If you don’t have wilts in your soil, hallelujah! And pray you don’t bring any home on transplants from the nursery or it blows in from a neighbor. Keeping a clean crop is one good reason to do seed saving, buy organic seeds from a reliable seed house, and grow your own! If you are not a tomato eater, ok. If you are, enjoy every ‘licious bite!
x
The Green Bean Connection started as correspondence for the Santa Barbara CA USA, Pilgrim Terrace Community Garden. All three of Santa Barbara city community gardens are very coastal. During late spring/summer we are in a fog belt/marine layer area most years, locally referred to as the May grays, June glooms and August fogusts. Keep that in mind compared to the microclimate niche where your veggie garden is. Bless you for being such a wonderful Earth Steward!
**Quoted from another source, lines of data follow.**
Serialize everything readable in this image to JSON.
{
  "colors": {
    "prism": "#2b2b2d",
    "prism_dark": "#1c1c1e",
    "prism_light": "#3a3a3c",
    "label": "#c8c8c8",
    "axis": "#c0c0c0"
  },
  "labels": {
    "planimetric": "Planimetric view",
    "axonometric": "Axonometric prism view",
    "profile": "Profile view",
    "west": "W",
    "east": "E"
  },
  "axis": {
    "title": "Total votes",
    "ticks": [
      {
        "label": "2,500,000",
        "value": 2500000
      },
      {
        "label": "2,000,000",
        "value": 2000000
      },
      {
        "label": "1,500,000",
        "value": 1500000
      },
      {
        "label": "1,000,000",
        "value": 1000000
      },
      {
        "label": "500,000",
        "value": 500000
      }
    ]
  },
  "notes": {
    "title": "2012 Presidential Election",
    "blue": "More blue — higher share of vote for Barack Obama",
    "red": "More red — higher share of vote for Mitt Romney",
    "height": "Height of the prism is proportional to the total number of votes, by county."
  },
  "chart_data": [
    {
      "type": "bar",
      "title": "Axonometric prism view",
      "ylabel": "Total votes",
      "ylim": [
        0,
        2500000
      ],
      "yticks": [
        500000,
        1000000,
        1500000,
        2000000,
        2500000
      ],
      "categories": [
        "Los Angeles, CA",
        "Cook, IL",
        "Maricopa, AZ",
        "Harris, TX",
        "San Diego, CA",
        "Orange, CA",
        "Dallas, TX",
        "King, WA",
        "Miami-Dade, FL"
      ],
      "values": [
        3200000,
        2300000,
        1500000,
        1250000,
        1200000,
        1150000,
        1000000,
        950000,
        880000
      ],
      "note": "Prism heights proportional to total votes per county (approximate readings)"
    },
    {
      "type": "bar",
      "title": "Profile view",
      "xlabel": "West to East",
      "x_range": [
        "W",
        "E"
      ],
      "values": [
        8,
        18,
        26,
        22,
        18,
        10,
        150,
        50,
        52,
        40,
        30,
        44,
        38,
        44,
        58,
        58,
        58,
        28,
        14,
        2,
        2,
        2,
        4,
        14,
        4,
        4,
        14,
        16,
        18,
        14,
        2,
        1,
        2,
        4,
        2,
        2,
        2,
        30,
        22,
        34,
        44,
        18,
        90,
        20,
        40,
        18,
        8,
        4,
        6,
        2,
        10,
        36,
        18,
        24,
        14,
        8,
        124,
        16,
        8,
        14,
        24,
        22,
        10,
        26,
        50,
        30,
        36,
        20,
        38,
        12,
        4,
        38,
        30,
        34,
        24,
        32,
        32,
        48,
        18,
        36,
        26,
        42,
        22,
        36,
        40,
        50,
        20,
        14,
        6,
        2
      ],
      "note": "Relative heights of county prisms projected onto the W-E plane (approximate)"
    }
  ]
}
But wait, don’t you want to eat your favas? Why chop them down before you’ve had a chance for a harvest? I’m going to pick mine this week.
LikeLike
Hi, Susan,you fava lover, you! I love how favas taste, but I’m not willing to do all the tedious shelling! So, I chop them down while they are still tender, easier to chop, just when flowering starts, turn them in as green manure. I let some continue to grow for seeds for fall plantings. In your case, I hope you enjoy every single little fava bite! 🙂 Will you be letting a few grow on for seed saving also? They are ready after the pods turn black!
LikeLike
Hai Cerna thank you for you explanation. My tomatoes plants still inside of my house while outside still cold it’s only up 15 degree C :(.
LikeLike
Hi, Nella! I can imagine in Sinsheim, Germany, it is still pretty cold! Brrrr……and you have a short growing season. I’m glad your little planties are inside, like a greenhouse. You are a good plant Mama! Hugs!